**SUPPLIED ENTRIES:**
□ □ □
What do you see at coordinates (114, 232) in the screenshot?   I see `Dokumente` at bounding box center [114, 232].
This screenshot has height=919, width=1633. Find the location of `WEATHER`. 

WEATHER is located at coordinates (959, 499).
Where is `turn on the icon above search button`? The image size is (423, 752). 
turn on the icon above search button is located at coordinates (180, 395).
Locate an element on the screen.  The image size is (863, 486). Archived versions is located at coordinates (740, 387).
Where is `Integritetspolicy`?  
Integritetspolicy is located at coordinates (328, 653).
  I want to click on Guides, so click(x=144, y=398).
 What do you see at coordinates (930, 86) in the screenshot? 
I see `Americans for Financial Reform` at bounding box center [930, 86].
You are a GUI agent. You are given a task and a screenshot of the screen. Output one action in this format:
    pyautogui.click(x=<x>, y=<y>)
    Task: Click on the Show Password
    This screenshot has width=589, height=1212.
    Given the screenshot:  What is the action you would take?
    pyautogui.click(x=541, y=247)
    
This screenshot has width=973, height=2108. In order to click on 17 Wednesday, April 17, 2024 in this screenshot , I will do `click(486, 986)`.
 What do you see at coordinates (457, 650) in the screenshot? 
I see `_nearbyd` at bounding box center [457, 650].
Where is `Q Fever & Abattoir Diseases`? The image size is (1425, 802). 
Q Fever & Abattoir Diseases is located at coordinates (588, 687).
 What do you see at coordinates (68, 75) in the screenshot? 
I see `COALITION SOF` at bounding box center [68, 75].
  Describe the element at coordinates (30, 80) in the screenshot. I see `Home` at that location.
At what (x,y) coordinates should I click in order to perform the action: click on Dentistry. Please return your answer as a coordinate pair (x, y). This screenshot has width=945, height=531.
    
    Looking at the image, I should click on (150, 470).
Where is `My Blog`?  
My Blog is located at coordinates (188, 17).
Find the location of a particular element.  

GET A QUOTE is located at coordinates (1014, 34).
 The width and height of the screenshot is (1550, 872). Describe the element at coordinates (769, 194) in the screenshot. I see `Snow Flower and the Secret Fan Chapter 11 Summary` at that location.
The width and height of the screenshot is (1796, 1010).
□ □ □
**TASK TO COMPLETE:**
Copy, character for character, the lines from the line that holds "Find the location of a particular element." through the final line of the records above.

**RESULT FOR THIS TASK:**
Find the location of a particular element.  

GET A QUOTE is located at coordinates (1014, 34).
 The width and height of the screenshot is (1550, 872). Describe the element at coordinates (769, 194) in the screenshot. I see `Snow Flower and the Secret Fan Chapter 11 Summary` at that location.
The width and height of the screenshot is (1796, 1010).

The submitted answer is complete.